Wilson spared his friend the full volume of her cry.

“And thus, of course, he died. He died having squandered all of the money at the expense of his morals, condemning himself to a fate in death far worse than any he had known in mortal life. Abyssus abyssum invocat.

Thomas nodded, staring at the hearth while he considered the good book’s lake of fire and brimstone. He watched the flames and tried not to hear echoes of Poole’s pain in the pop and crackle of the spitting wood. He asked, “And what of the woman?”

The question rather surprised Wilson for he thought the story concluded. Nevertheless, he offered his friend an answer.

“Well,” he said, casting what was left of his cigar into the fire. “Perhaps she keeps him company.”

Thomas congratulated his friend on a tale well told and commented how glad he was to have invested his own modest income rather than spend it frivolously, adding that were he still in a position to do so he would use the story as a means to advise clients the same. Upon which their supper was served and they enjoyed a very welcome hot meal, the rest of the evening spent in altogether more pleasant conversation.

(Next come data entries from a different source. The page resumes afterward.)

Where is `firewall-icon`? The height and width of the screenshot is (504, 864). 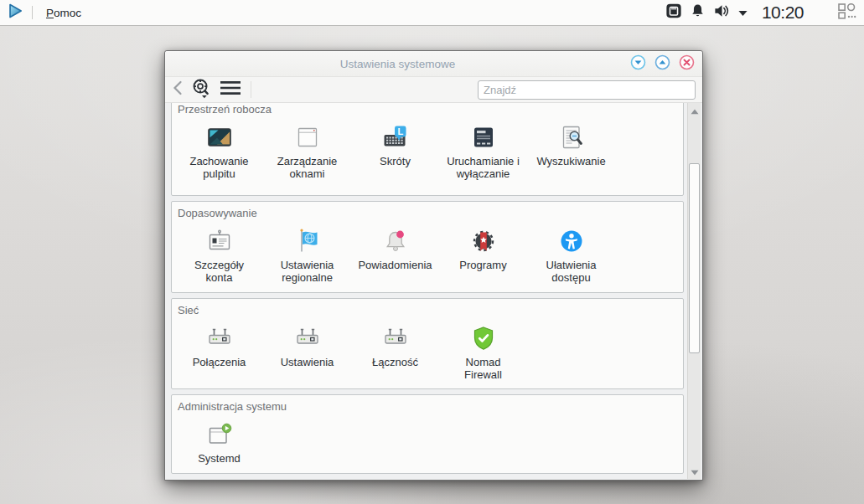 firewall-icon is located at coordinates (484, 338).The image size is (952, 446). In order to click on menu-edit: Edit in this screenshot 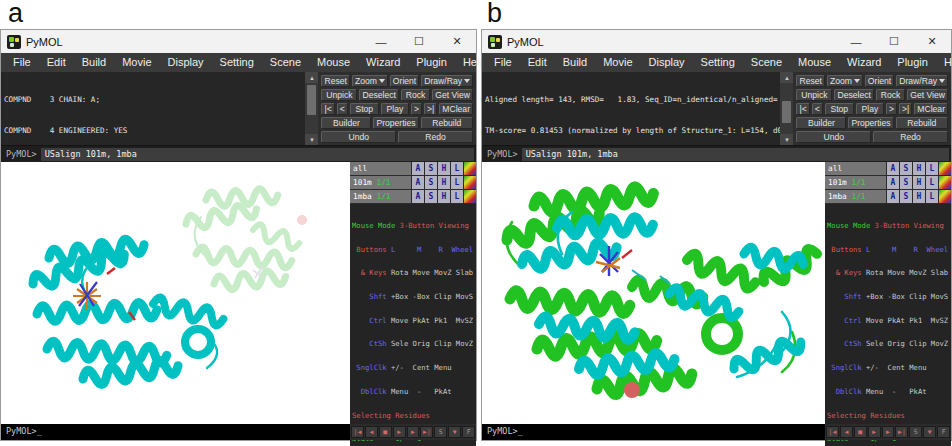, I will do `click(538, 62)`.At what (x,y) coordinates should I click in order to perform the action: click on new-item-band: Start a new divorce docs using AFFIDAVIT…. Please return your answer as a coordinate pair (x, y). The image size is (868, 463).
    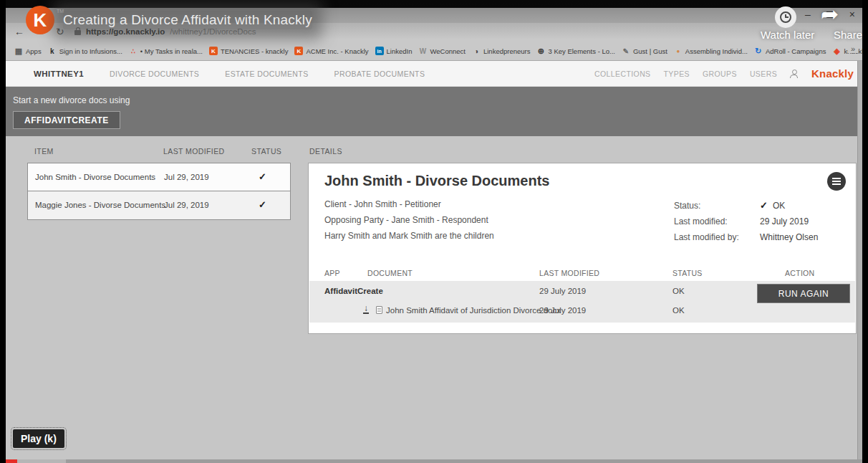
    Looking at the image, I should click on (434, 112).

Indeed, there was much merriment and celebration, Christmas welcomed in with more wine than was perhaps wise, though regrettably there was a brief moment of mourning when talk turned to Wilson’s wife and how much she enjoyed the festive season. Fearing this a poor note upon which to end their evening, Thomas made an effort to steer the conversation to fonder, more recent, memories and reminded his friend of the scare he had administered earlier in the study, glad to see Wilson amused. He re-enacted with some exaggeration how startled he had been and some humour returned to the table until eventually they retired to their beds in lifted spirits. Thomas, though, encouraged by the success of his earlier dramatics in cheering his friend, had one last idea with which to entertain his host. His previous claim was true—he could not tell a good story—but there was still some good natured retribution to be had for how he had been startled, and so it was that, influenced, perhaps, by some overindulgence of alcohol, Thomas crept the short length of hallway to Wilson’s bedroom having draped himself with a single sheet of bed linen. He entered the room with his head bowed and covered, turning the chuckle that tried to spoil his joke into a choked groan and moaning, pointing his sheet-wrapped arm to where Wilson lay. Yet sooner than he could cry ‘YOU’VE GOT IT!’ or ‘Thy money perish with  thee!’, Thomas was startled again himself by Wilson who emitted a chilling cry of his own. Disturbed not only by his host’s obvious distress but also the violently passionate way in which he called, “I’m sorry! I’m sorry!” Thomas hurried to cast aside his linen shroud, though it was not to Thomas that Wilson addressed his apology. No, the name to whom Wilson called as he cowered in his bed was one Thomas remembered well from the various deeds and transactions he’d handled in managing her will, for Wilson’s frightened contrition was addressed to his recently deceased wife, whereupon he collapsed in a faint from which it took a long time to recover.

RAY CLULEY

If you enjoyed this story by Ray Cluley and want to read more please consider clicking through to our Amazon affiliate links and buying some of Ray’s work. When you do buy through our links you’ll kick back some renumeration to us and help support the website.

Buy Ray Cluley fiction

Permanent link to this article: https://www.thisishorror.co.uk/fiction-tale-supper-ray-cluley/

Leave a Reply

This site uses Akismet to reduce spam. Learn how your comment data is processed.